From MedScape: Log In Problems

Patients with advanced cancer who used their religious faith to help them cope with their disease were more likely to receive intensive and aggressive treatment during their last week of life, a new study has found.

Intensive life-prolonging care, defined as receipt of mechanical ventilation or resuscitation in the last week of life near death, was about 3 times more likely to occur in patients with a high level of religious coping than in patients with a low level of religious coping. The results suggest that a reliance on religion to cope with terminal cancer may contribute to aggressive medical care in the last days of life, the authors conclude in the March 18 issue of the Journal of the American Medical Association.

The authors used the term "religious coping" to describe how patients make use of their religious beliefs to understand and adapt to stress. They note that religiousness and religious coping have been associated with an increased preference for aggressive measures, such as cardiopulmonary resuscitation, mechanical ventilation, hospitalization near death, and heroic end-of-life measures. Some data also suggest that lower rates of advanced-care planning among minority patients may be partially due to spiritual appraisals of illness and healing, such as the belief that "only God knows when it is one's time to die."

Corresponding author Holly G. Prigerson, PhD, director of the Center for Psychooncology and Palliative Care Research at the Dana-Farber Cancer Institute, in Boston, Massachusetts, explained that there are not enough data at this point to make any recommendations to clinicians.

"These data point to clinicians and patients recognizing what the factors are that are driving end-of-life treatment preferences and care so that both parties can come to a mutual understanding," she told Medscape Oncology.

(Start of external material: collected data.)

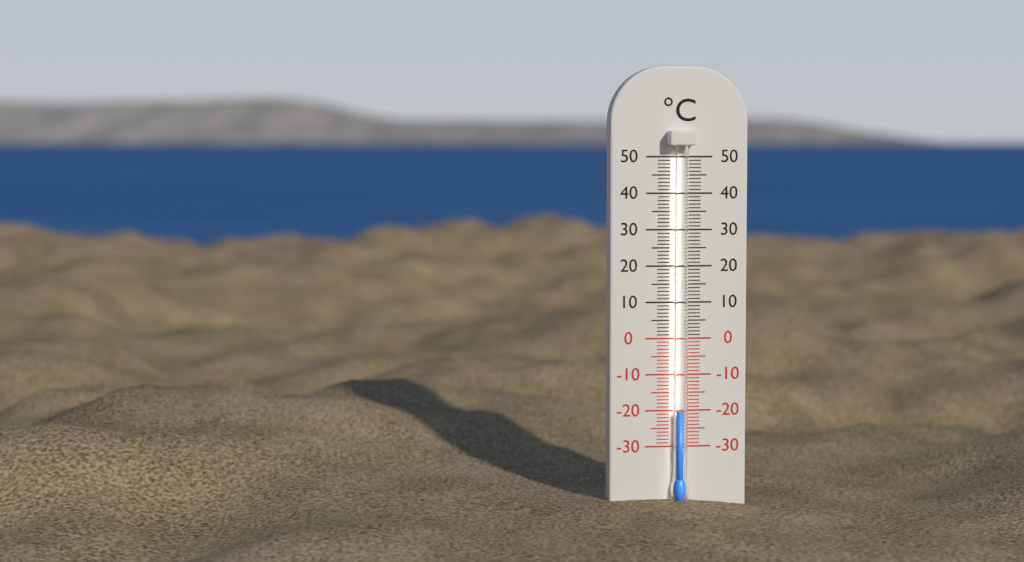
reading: -20 °C
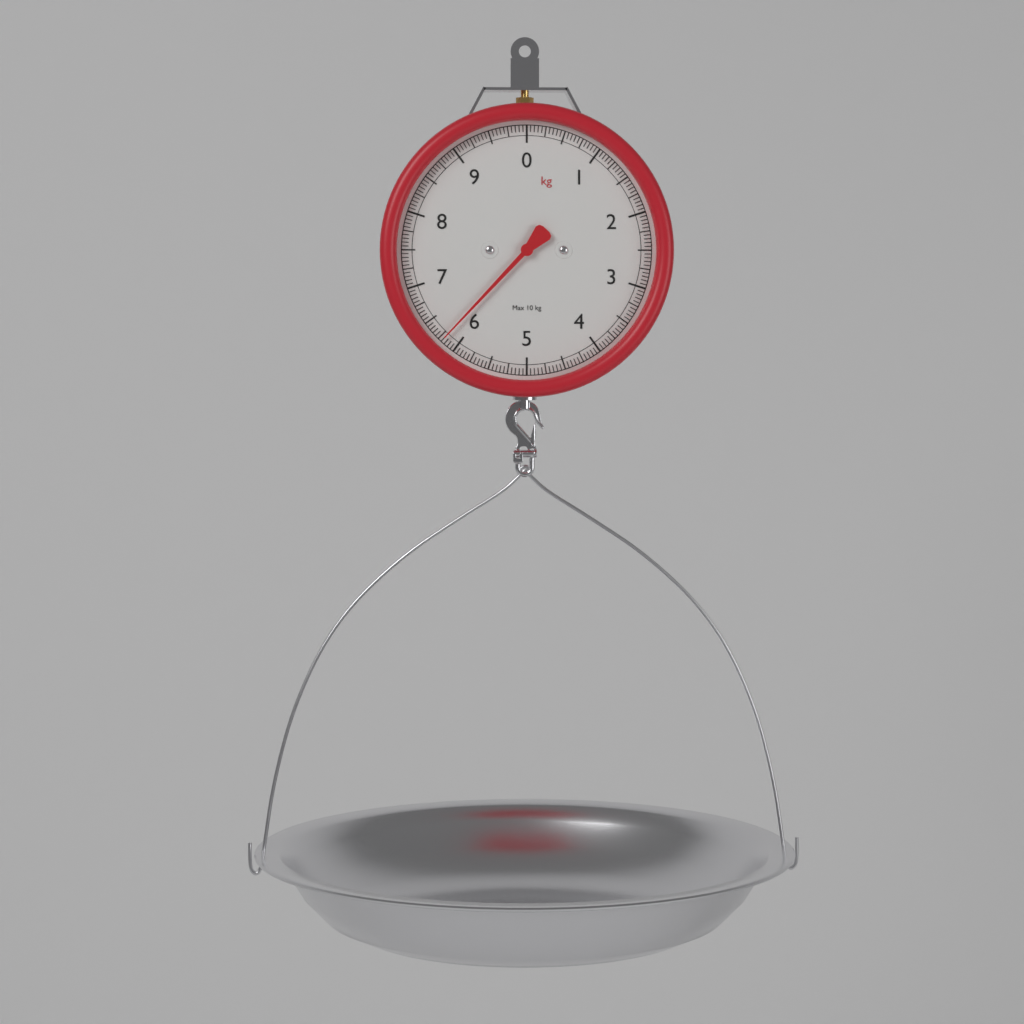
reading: 6.20 kg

"The important issue is the recognition by both patients and clinicians that religious coping is driving a desire for and the ultimate receipt of intensive, life-prolonging care," she added.

The 345 patients included in the analysis were recruited between January 1, 2003 and August 31, 2007, and were part of the Coping With Cancer Study, a multi-institutional investigation of patients with advanced cancer and their informal caregivers. Both patients and caregivers participated in baseline interviews, and within 2 to 3 weeks of the patient's death, the caregiver was contacted to provide information regarding the patient's care and quality of death. Additional information was obtained from the patient's medical charts during the last week of life.

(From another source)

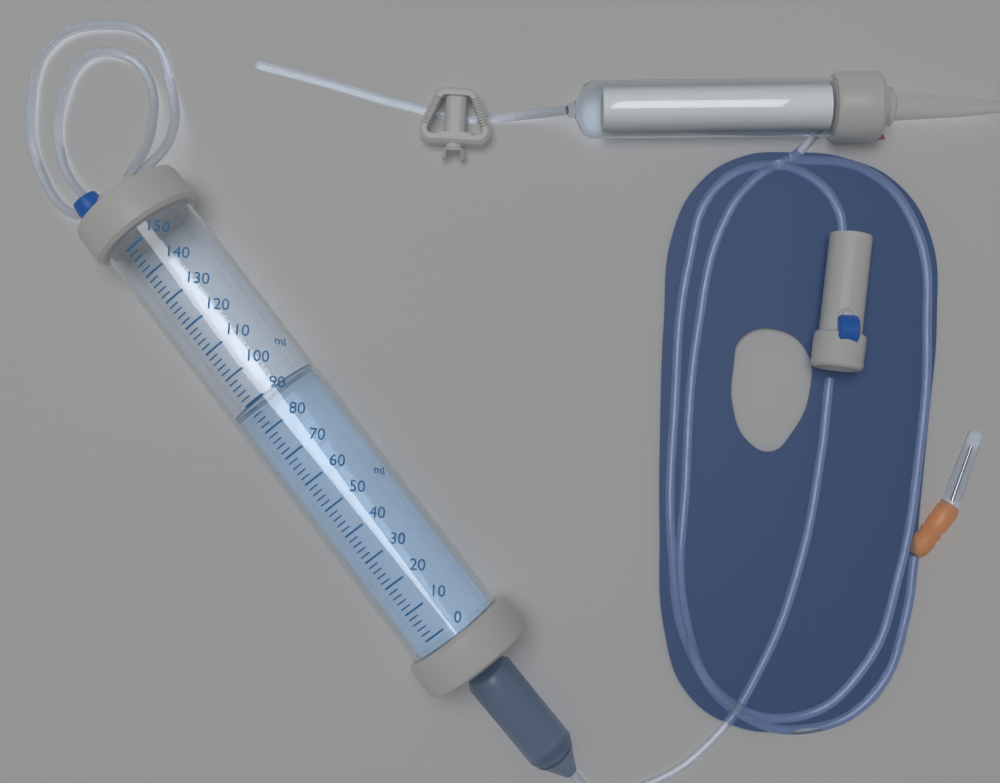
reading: 90 ml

When asked about how much they rely on religion to cope with illness, a total of 272 patients (78.8%) reported that religion helps them cope "to a moderate extent" or more, and 109 (31.6%) agreed that "it is the most important thing that keeps you going." More than half of all patients (55.9%) endorsed engaging in prayer, meditation, or religious study at least daily.

The researchers also observed that positive religious coping was significantly associated with being black or Hispanic, and that those with a high level of positive religious coping tended to be younger, less educated, less likely to be insured, less likely to be married, and more likely to have been recruited from sites in Texas than those with low levels of religious coping.

After adjustment for confounders, they also found that a high level of positive religious coping at baseline was significantly associated with the receipt of mechanical ventilation (11.4%) during the last week of life, compared with patients with a low level (3.6%). There was also a significant association with intensive life-prolonging care (13.6% vs 4.2%).
Associations between positive religious coping and cardiopulmonary resuscitation (7.4% for a high level vs 1.8% for a low level), death in the intensive-care unit (10.7% vs 4.2%), and hospice-care enrollment (71.3% vs 73.5%) were nonsignificant after the data were adjusted for age and patient ethnicity.

A preference for heroic measures was also associated with a high level of positive religious coping, compared with a low level (38.3% vs 8.6%). A high level was also associated with less advanced-care planning in all forms, including do-not-resuscitate orders (33.9% vs 49.4%), living wills (29.4% vs 68.1%), and healthcare proxies/durable powers of attorney (34.1% vs 63.9%).

"Taken together, these results highlight the need for clinicians to recognize and be sensitive to the influence of religious coping on medical decisions and goals of care at the end of life," the authors conclude. "Because aggressive end-of-life cancer care has been associated with poor quality of death and caregiver bereavement adjustment, intensive end-of-life care might represent a negative outcome for religious copers."